Days of Wine and Fatalism

Maria Laurino (August 31, 2008)
From Carla Bruni's words to recent Italian films -- a summer revealing Italy's fatalistic streak.


    This summer, I’ve been thinking a lot about Italian fatalism.  During a recent vacation in France, I decided the appropriate reading material for the flight over should start with Vanity  Fair’s interview with my favorite first lady, Carla Bruni (see Carla Bruni, Old World Italian).  The beautiful and talented former supermodel/singer gushed on every page about her new husband, French president Nicolas Sarkozy to Vanity Fair correspondent Maureen Orth.  She told Orth that it would be a “dream” to have Nicolas’s children (the quote landed on the cover of every French glossy magazine).   “I hope to, if I am young enough,” said the forty-year-old Carla. 

     What about fertility treatments? Orth pragmatically asked. 

     No, Bruni replied, she wouldn’t want to “tempt the devil."

    The cosmopolitan former mistress of French philosopher Raphael Enthoven (the father of her son) is no rational woman.  She happily reveals her fatalistic Italian roots – and here, I mean fatalism in the classical sense – that life is dictated directly from above.  (Roots which I thought ran mainly through the veins of those of us who are southerners).  While most Americans would readily turn to science and invest years in extensive fertility treatments – Carla won’t “tempt the devil.”  That’s why I like Carla -- it’s comforting to see someone as poised and successful as she is as inherently nervous about the world as I am. 

     And still the world seems to shine down upon Carla.  If the gossip rags are right, Carla may be getting this dream too.  After Sarkozy was seen patting her bikini-clad belly this summer, rumor has it that Carla Bruni-Sarkozy is pregnant. 

     The happy fatalist.  I wonder how she feels about airplanes, I thought, closing the magazine to face the rest of my flight…..



      A more brutal fatalism surfaced in several Italian movies playing in New York this summer, reminding those of us who sometimes fantasize about a life in Italy, the difficult, often impossible conditions of those who live there.   Biutiful Cauntri (a play on the southern Italian pronunciation of English) is a devastating documentary about the Mafia control of waste in Campania, and how a compact between corrupt government officials and Mafia bosses contaminated one town for decades with illegal waste.

     The sheep are dying, the crops ruined; the once-prized buffala mozzarella is contaminated.  The film reminds Italian-Americans of the genesis of our fatalism:  man is powerless to the actions of greater forces.  With a corrupt government and no where else to turn, the residents of this village can only lament the land that they once cultivated. One of the town’s activists spends most of his time in this film yelling into the camera, trying desperately to tell his unimaginable story – that for money men become animals, dumping toxic waste and destroying the lives of their paesani. 

     As an American, it’s hard to watch this film and see the impossibility of fixing this problem.  We no doubt have our own deep levels of corruption and lack of government concern (Hurricane Katrina for starters), but it’s hard to imagine that an environmental movement with the help of a state or local government agency couldn’t stop the illegal dumping.  Watching the film, I thought about my old Italian relatives, and their “what can be done?” attitude to life’s difficulties.  They had hundreds of years to cultivate this belief – one that still has ample reason to exist in southern Italy today.

       The second film, Days and Clouds, is set in Genoa, a rather unattractive port city, but still a world away from Campania’s desultory people and desiccated sheep. The film is also about people succumbing to circumstances beyond their control.  Michele loses his high-paying job and hides this fact from his wife, Elsa, for months.  He uses a chunk of their paltry savings to give her a surprise birthday party and beautiful earrings.  He cannot bear to tell the woman whom he loves that their entire life savings is less than 30,000 euros.

     The plot of the film sets this couple on the worst possible course – part of the equity of their apartment was borrowed against Michele’s company, so they lose their home too.   Elsa, earning a degree in art history and working on the restoration of an ancient fresco, must give up the work she loves but doesn’t get paid for, accepting jobs as a phone salesperson and evening secretary. 

     The  ancient fresco that Elsa helps renovates serves as a metaphor for the film:  this gem of a country is stuck in its past.  With little room for mobility, the fatalistic countrymen must accept their lot.  Elsa may write an art history dissertation but there will no room at the academic inn for her talents.  Michele, once displaced from his vaguely described shipping job, ends up working as a bike messenger as his list of work possibilities dries up.

      Italian filmmaker Silivio Soldini leaves us with one piece of hope.  His ending seems to suggest that  what damns Italy may also save it. The country’s traditionalism, its refusal to change, its museum-like quality has also created a tightly connected family.  Michele begins to slide out of his depression by becoming an informal accountant to a restaurant his daughter opens; and both Michele and Elsa realize that whatever happens to their lives, they’ll do their best to remain a couple and help each other.  

    It’s not Carla Bruni's happy Hollywood ending, but maybe it’s a start.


▶ **What is required**
Please copy every record below exactly, but leave the pictures out.

%%

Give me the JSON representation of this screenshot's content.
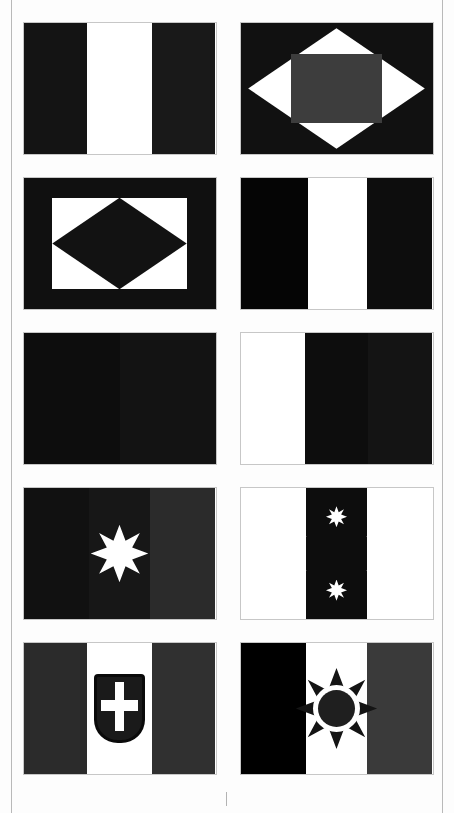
{
  "page": {
    "background": "#fdfdfd",
    "rule_color": "#b9b9b9",
    "columns": 2,
    "rows": 5,
    "total_flags": 10
  },
  "palette": {
    "black": "#0a0a0a",
    "near_black": "#111111",
    "dark_1": "#161616",
    "dark_2": "#1d1d1d",
    "dark_3": "#242424",
    "dark_gray": "#2e2e2e",
    "mid_gray": "#3a3a3a",
    "gray": "#474747",
    "white": "#ffffff",
    "border": "#c7c7c7"
  },
  "flags": [
    {
      "id": "flag-1",
      "position": "row1-left",
      "layout": "vertical-triband",
      "name": "vertical-triband-dark-white-dark",
      "stripes": [
        {
          "name": "hoist-stripe",
          "color": "#141414",
          "width_pct": 33.3
        },
        {
          "name": "middle-stripe",
          "color": "#ffffff",
          "width_pct": 33.4
        },
        {
          "name": "fly-stripe",
          "color": "#191919",
          "width_pct": 33.3
        }
      ],
      "emblem": null
    },
    {
      "id": "flag-2",
      "position": "row1-right",
      "layout": "lozenge-with-rectangle",
      "name": "dark-field-white-lozenge-gray-rectangle",
      "field_color": "#111111",
      "lozenge": {
        "name": "white-lozenge",
        "color": "#ffffff",
        "width_pct": 92,
        "height_pct": 92
      },
      "inner": {
        "name": "gray-rectangle",
        "color": "#3d3d3d",
        "width_pct": 47,
        "height_pct": 52
      }
    },
    {
      "id": "flag-3",
      "position": "row2-left",
      "layout": "bordered-lozenge",
      "name": "dark-border-white-field-dark-lozenge",
      "border_color": "#101010",
      "field_color": "#ffffff",
      "border_width_pct": 15,
      "lozenge": {
        "name": "dark-lozenge",
        "color": "#121212",
        "width_pct": 100,
        "height_pct": 100
      }
    },
    {
      "id": "flag-4",
      "position": "row2-right",
      "layout": "vertical-triband",
      "name": "vertical-triband-black-white-dark",
      "stripes": [
        {
          "name": "hoist-stripe",
          "color": "#050505",
          "width_pct": 35
        },
        {
          "name": "middle-stripe",
          "color": "#ffffff",
          "width_pct": 31
        },
        {
          "name": "fly-stripe",
          "color": "#0d0d0d",
          "width_pct": 34
        }
      ],
      "emblem": null
    },
    {
      "id": "flag-5",
      "position": "row3-left",
      "layout": "vertical-bicolor",
      "name": "vertical-bicolor-dark-dark",
      "stripes": [
        {
          "name": "hoist-stripe",
          "color": "#0d0d0d",
          "width_pct": 50
        },
        {
          "name": "fly-stripe",
          "color": "#131313",
          "width_pct": 50
        }
      ],
      "emblem": null
    },
    {
      "id": "flag-6",
      "position": "row3-right",
      "layout": "vertical-triband",
      "name": "vertical-triband-white-dark-dark",
      "stripes": [
        {
          "name": "hoist-stripe",
          "color": "#ffffff",
          "width_pct": 33.5
        },
        {
          "name": "middle-stripe",
          "color": "#0d0d0d",
          "width_pct": 33
        },
        {
          "name": "fly-stripe",
          "color": "#141414",
          "width_pct": 33.5
        }
      ],
      "emblem": null
    },
    {
      "id": "flag-7",
      "position": "row4-left",
      "layout": "vertical-triband-with-star",
      "name": "vertical-triband-dark-with-white-star",
      "stripes": [
        {
          "name": "hoist-stripe",
          "color": "#111111",
          "width_pct": 34
        },
        {
          "name": "middle-stripe",
          "color": "#171717",
          "width_pct": 32
        },
        {
          "name": "fly-stripe",
          "color": "#2b2b2b",
          "width_pct": 34
        }
      ],
      "emblem": {
        "name": "white-eight-pointed-star",
        "type": "star8",
        "color": "#ffffff",
        "count": 1,
        "size_pct": 30,
        "center_x_pct": 50,
        "center_y_pct": 50
      }
    },
    {
      "id": "flag-8",
      "position": "row4-right",
      "layout": "vertical-triband-with-stars",
      "name": "vertical-triband-white-dark-white-six-stars",
      "stripes": [
        {
          "name": "hoist-stripe",
          "color": "#ffffff",
          "width_pct": 34
        },
        {
          "name": "middle-stripe",
          "color": "#0d0d0d",
          "width_pct": 32
        },
        {
          "name": "fly-stripe",
          "color": "#ffffff",
          "width_pct": 34
        }
      ],
      "emblem": {
        "name": "six-white-eight-pointed-stars-ring",
        "type": "star8-ring",
        "color": "#ffffff",
        "count": 6,
        "star_size_pct": 11,
        "positions": [
          {
            "x_pct": 50,
            "y_pct": 22
          },
          {
            "x_pct": 29,
            "y_pct": 37
          },
          {
            "x_pct": 71,
            "y_pct": 37
          },
          {
            "x_pct": 29,
            "y_pct": 63
          },
          {
            "x_pct": 71,
            "y_pct": 63
          },
          {
            "x_pct": 50,
            "y_pct": 78
          }
        ]
      }
    },
    {
      "id": "flag-9",
      "position": "row5-left",
      "layout": "vertical-triband-with-shield",
      "name": "vertical-triband-with-crowned-shield-cross",
      "stripes": [
        {
          "name": "hoist-stripe",
          "color": "#2b2b2b",
          "width_pct": 33.3
        },
        {
          "name": "middle-stripe",
          "color": "#ffffff",
          "width_pct": 33.4
        },
        {
          "name": "fly-stripe",
          "color": "#303030",
          "width_pct": 33.3
        }
      ],
      "emblem": {
        "name": "shield-with-white-cross",
        "type": "shield",
        "field_color": "#1a1a1a",
        "border_color": "#0a0a0a",
        "cross_color": "#ffffff",
        "width_pct": 27,
        "height_pct": 52
      }
    },
    {
      "id": "flag-10",
      "position": "row5-right",
      "layout": "vertical-triband-with-sun",
      "name": "vertical-triband-black-white-gray-with-sun",
      "stripes": [
        {
          "name": "hoist-stripe",
          "color": "#000000",
          "width_pct": 34
        },
        {
          "name": "middle-stripe",
          "color": "#ffffff",
          "width_pct": 32
        },
        {
          "name": "fly-stripe",
          "color": "#3a3a3a",
          "width_pct": 34
        }
      ],
      "emblem": {
        "name": "eight-pointed-sun-with-ring",
        "type": "sun8",
        "ray_color": "#141414",
        "ring_color": "#ffffff",
        "disc_color": "#1f1f1f",
        "size_pct": 62,
        "ring_pct": 58,
        "disc_pct": 46
      }
    }
  ]
}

%%

▶ **Solution to the problem**
Give me the JSON representation of this screenshot's content.
{
  "page": {
    "background": "#fdfdfd",
    "rule_color": "#b9b9b9",
    "columns": 2,
    "rows": 5,
    "total_flags": 10
  },
  "palette": {
    "black": "#0a0a0a",
    "near_black": "#111111",
    "dark_1": "#161616",
    "dark_2": "#1d1d1d",
    "dark_3": "#242424",
    "dark_gray": "#2e2e2e",
    "mid_gray": "#3a3a3a",
    "gray": "#474747",
    "white": "#ffffff",
    "border": "#c7c7c7"
  },
  "flags": [
    {
      "id": "flag-1",
      "position": "row1-left",
      "layout": "vertical-triband",
      "name": "vertical-triband-dark-white-dark",
      "stripes": [
        {
          "name": "hoist-stripe",
          "color": "#141414",
          "width_pct": 33.3
        },
        {
          "name": "middle-stripe",
          "color": "#ffffff",
          "width_pct": 33.4
        },
        {
          "name": "fly-stripe",
          "color": "#191919",
          "width_pct": 33.3
        }
      ],
      "emblem": null
    },
    {
      "id": "flag-2",
      "position": "row1-right",
      "layout": "lozenge-with-rectangle",
      "name": "dark-field-white-lozenge-gray-rectangle",
      "field_color": "#111111",
      "lozenge": {
        "name": "white-lozenge",
        "color": "#ffffff",
        "width_pct": 92,
        "height_pct": 92
      },
      "inner": {
        "name": "gray-rectangle",
        "color": "#3d3d3d",
        "width_pct": 47,
        "height_pct": 52
      }
    },
    {
      "id": "flag-3",
      "position": "row2-left",
      "layout": "bordered-lozenge",
      "name": "dark-border-white-field-dark-lozenge",
      "border_color": "#101010",
      "field_color": "#ffffff",
      "border_width_pct": 15,
      "lozenge": {
        "name": "dark-lozenge",
        "color": "#121212",
        "width_pct": 100,
        "height_pct": 100
      }
    },
    {
      "id": "flag-4",
      "position": "row2-right",
      "layout": "vertical-triband",
      "name": "vertical-triband-black-white-dark",
      "stripes": [
        {
          "name": "hoist-stripe",
          "color": "#050505",
          "width_pct": 35
        },
        {
          "name": "middle-stripe",
          "color": "#ffffff",
          "width_pct": 31
        },
        {
          "name": "fly-stripe",
          "color": "#0d0d0d",
          "width_pct": 34
        }
      ],
      "emblem": null
    },
    {
      "id": "flag-5",
      "position": "row3-left",
      "layout": "vertical-bicolor",
      "name": "vertical-bicolor-dark-dark",
      "stripes": [
        {
          "name": "hoist-stripe",
          "color": "#0d0d0d",
          "width_pct": 50
        },
        {
          "name": "fly-stripe",
          "color": "#131313",
          "width_pct": 50
        }
      ],
      "emblem": null
    },
    {
      "id": "flag-6",
      "position": "row3-right",
      "layout": "vertical-triband",
      "name": "vertical-triband-white-dark-dark",
      "stripes": [
        {
          "name": "hoist-stripe",
          "color": "#ffffff",
          "width_pct": 33.5
        },
        {
          "name": "middle-stripe",
          "color": "#0d0d0d",
          "width_pct": 33
        },
        {
          "name": "fly-stripe",
          "color": "#141414",
          "width_pct": 33.5
        }
      ],
      "emblem": null
    },
    {
      "id": "flag-7",
      "position": "row4-left",
      "layout": "vertical-triband-with-star",
      "name": "vertical-triband-dark-with-white-star",
      "stripes": [
        {
          "name": "hoist-stripe",
          "color": "#111111",
          "width_pct": 34
        },
        {
          "name": "middle-stripe",
          "color": "#171717",
          "width_pct": 32
        },
        {
          "name": "fly-stripe",
          "color": "#2b2b2b",
          "width_pct": 34
        }
      ],
      "emblem": {
        "name": "white-eight-pointed-star",
        "type": "star8",
        "color": "#ffffff",
        "count": 1,
        "size_pct": 30,
        "center_x_pct": 50,
        "center_y_pct": 50
      }
    },
    {
      "id": "flag-8",
      "position": "row4-right",
      "layout": "vertical-triband-with-stars",
      "name": "vertical-triband-white-dark-white-six-stars",
      "stripes": [
        {
          "name": "hoist-stripe",
          "color": "#ffffff",
          "width_pct": 34
        },
        {
          "name": "middle-stripe",
          "color": "#0d0d0d",
          "width_pct": 32
        },
        {
          "name": "fly-stripe",
          "color": "#ffffff",
          "width_pct": 34
        }
      ],
      "emblem": {
        "name": "six-white-eight-pointed-stars-ring",
        "type": "star8-ring",
        "color": "#ffffff",
        "count": 6,
        "star_size_pct": 11,
        "positions": [
          {
            "x_pct": 50,
            "y_pct": 22
          },
          {
            "x_pct": 29,
            "y_pct": 37
          },
          {
            "x_pct": 71,
            "y_pct": 37
          },
          {
            "x_pct": 29,
            "y_pct": 63
          },
          {
            "x_pct": 71,
            "y_pct": 63
          },
          {
            "x_pct": 50,
            "y_pct": 78
          }
        ]
      }
    },
    {
      "id": "flag-9",
      "position": "row5-left",
      "layout": "vertical-triband-with-shield",
      "name": "vertical-triband-with-crowned-shield-cross",
      "stripes": [
        {
          "name": "hoist-stripe",
          "color": "#2b2b2b",
          "width_pct": 33.3
        },
        {
          "name": "middle-stripe",
          "color": "#ffffff",
          "width_pct": 33.4
        },
        {
          "name": "fly-stripe",
          "color": "#303030",
          "width_pct": 33.3
        }
      ],
      "emblem": {
        "name": "shield-with-white-cross",
        "type": "shield",
        "field_color": "#1a1a1a",
        "border_color": "#0a0a0a",
        "cross_color": "#ffffff",
        "width_pct": 27,
        "height_pct": 52
      }
    },
    {
      "id": "flag-10",
      "position": "row5-right",
      "layout": "vertical-triband-with-sun",
      "name": "vertical-triband-black-white-gray-with-sun",
      "stripes": [
        {
          "name": "hoist-stripe",
          "color": "#000000",
          "width_pct": 34
        },
        {
          "name": "middle-stripe",
          "color": "#ffffff",
          "width_pct": 32
        },
        {
          "name": "fly-stripe",
          "color": "#3a3a3a",
          "width_pct": 34
        }
      ],
      "emblem": {
        "name": "eight-pointed-sun-with-ring",
        "type": "sun8",
        "ray_color": "#141414",
        "ring_color": "#ffffff",
        "disc_color": "#1f1f1f",
        "size_pct": 62,
        "ring_pct": 58,
        "disc_pct": 46
      }
    }
  ]
}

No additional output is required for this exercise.